A briefing paper on the report, prepared by the Church of England’s Faith and Order Advisory Group (FOAG) for the General Synod, noted: ‘A widely expressed concern has been whether the report does justice to the range of Anglican teaching and practice with regard to Mary.’ On the one hand, it ‘was not clear’ that the view of those who are critical of invocation of Mary and the saints ‘has been adequately represented in the report’. At the same time,
Wider knowledge and understanding amongst Anglicans of the resources within Anglicanism, which might form the basis for moving towards an ecumenical agreement about Mary, could place the historic disagreement about the status of the Marian dogmas in a new and more helpful context.
FOAG therefore recommended ‘further study of the theology and practice with regard to the Blessed Virgin Mary within Anglicanism, taking the full range of Anglican perspectives into account’.⁷ In this context, Roger Greenacre’s presentation of the Blessed Virgin Mary in the Anglican tradition, in the papers that are brought together in this volume, seems to deserve the wider audience which this publication should give it.
Conclusion
The publication of this book honours Roger Greenacre’s contribution to the life and worship of the Church of England in England and in France, at the parish and diocesan levels, nationally and internationally, and presents it to a wider audience. It also honours what he represented: as an Anglican priest who, though not an academic theologian, historian or liturgist, was certainly a scholar; as a Canon Chancellor who saw it as part of his remit to write and to teach, in the cathedral, in the diocese, in its theological college, and more widely; as a representative of a catholicism that was reasonable, restrained and quintessentially Anglican, while at the same time unswervingly orthodox and fully open to the life and thinking of the wider Church. May it also inspire younger generations of Anglican priests to imitation.
Notes
1 The citation was printed in full in the Church Observer for November 2001, p. 10.
2 ‘By Bicycle to the Shrine of Our Lady’, Church Observer, 115 (July 1957), p. 5.
3 Further information about the Ecumenical Society of the Blessed Virgin Mary may be found on its website, www.esbvm.org.uk.
4 Anglican–Roman Catholic International Commission, Mary: Grace and Hope in Christ.
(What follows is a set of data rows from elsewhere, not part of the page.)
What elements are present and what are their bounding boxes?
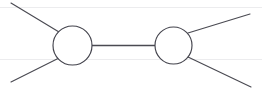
right-vertex-blob (155, 27, 192, 64)
leg-lower-right-line (188, 57, 251, 87)
paper-rule-lines (0, 8, 262, 60)
leg-lower-left-line (11, 58, 59, 82)
diagram-canvas (0, 0, 262, 91)
diagram-svg (0, 0, 262, 91)
leg-upper-right-line (188, 14, 250, 33)
left-vertex-blob (53, 26, 92, 65)
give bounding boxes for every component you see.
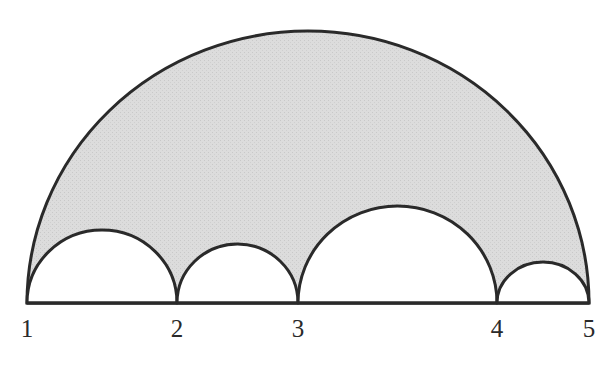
point-labels: 12345 [21,315,596,342]
point-label-4: 4 [491,315,504,342]
point-label-2: 2 [171,315,184,342]
point-label-1: 1 [21,315,34,342]
point-label-5: 5 [583,315,596,342]
semicircle-diagram: 12345 [0,0,615,371]
point-label-3: 3 [292,315,305,342]
shapes-group [27,31,589,303]
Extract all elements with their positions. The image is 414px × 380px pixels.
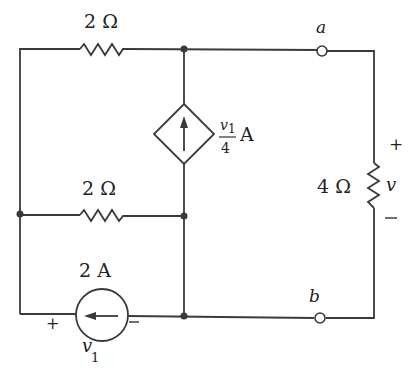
terminal-a-label: a bbox=[316, 17, 326, 37]
source-voltage-label: v 1 bbox=[82, 335, 99, 365]
resistor-top bbox=[80, 44, 127, 55]
current-source bbox=[76, 289, 128, 341]
svg-text:v: v bbox=[220, 117, 228, 133]
resistor-top-label: 2 Ω bbox=[84, 10, 118, 32]
node-top bbox=[181, 46, 188, 53]
node-bottom bbox=[181, 313, 188, 320]
svg-text:4: 4 bbox=[221, 140, 230, 156]
terminal-b bbox=[315, 313, 325, 323]
dependent-source-label: v 1 4 A bbox=[219, 117, 254, 156]
node-mid-right bbox=[181, 213, 188, 220]
dependent-current-source bbox=[154, 104, 214, 164]
terminal-a bbox=[317, 46, 327, 56]
svg-text:1: 1 bbox=[91, 350, 99, 365]
arrow-left-icon bbox=[84, 312, 96, 320]
terminal-b-label: b bbox=[309, 286, 320, 306]
arrow-up-icon bbox=[180, 116, 188, 128]
node-mid-left bbox=[17, 211, 24, 218]
source-plus-sign: + bbox=[46, 314, 59, 333]
load-plus-sign: + bbox=[389, 134, 403, 154]
resistor-middle-label: 2 Ω bbox=[82, 177, 116, 199]
svg-text:1: 1 bbox=[228, 122, 236, 136]
current-source-label: 2 A bbox=[79, 259, 111, 281]
resistor-middle bbox=[80, 210, 127, 221]
load-voltage-label: v bbox=[386, 174, 396, 195]
circuit-diagram: 2 Ω 2 Ω 4 Ω + v v 1 4 A 2 A + v 1 a bbox=[0, 0, 414, 380]
resistor-load-label: 4 Ω bbox=[317, 175, 351, 197]
svg-text:A: A bbox=[239, 123, 254, 145]
resistor-load bbox=[368, 163, 379, 208]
An Agreed Statement (Harrisburg and London: Morehouse, 2005), pp. 43–4, para. 46.
5 T. Bradshaw, ‘The Anglican Commentary’, in D. Bolen and G. Cameron (eds), Mary: Grace and Hope in Christ. The Seattle Statement of the Anglican–Roman Catholic International Commission. The Text with Commentaries and Study Guide (London: Continuum, 2006), pp. 133–65 at p. 150.
6 M. Nazir-Ali and N. Sagovsky, ‘The Virgin Mary in the Anglican tradition of the sixteenth and seventeenth centuries’, in A. Denaux and N. Sagovsky (eds), Studying Mary: Reflections on the Virgin Mary in Anglican and Roman Catholic Theology and Devotion (London: T&T Clark, 2007), pp. 131–46 at pp. 139–44.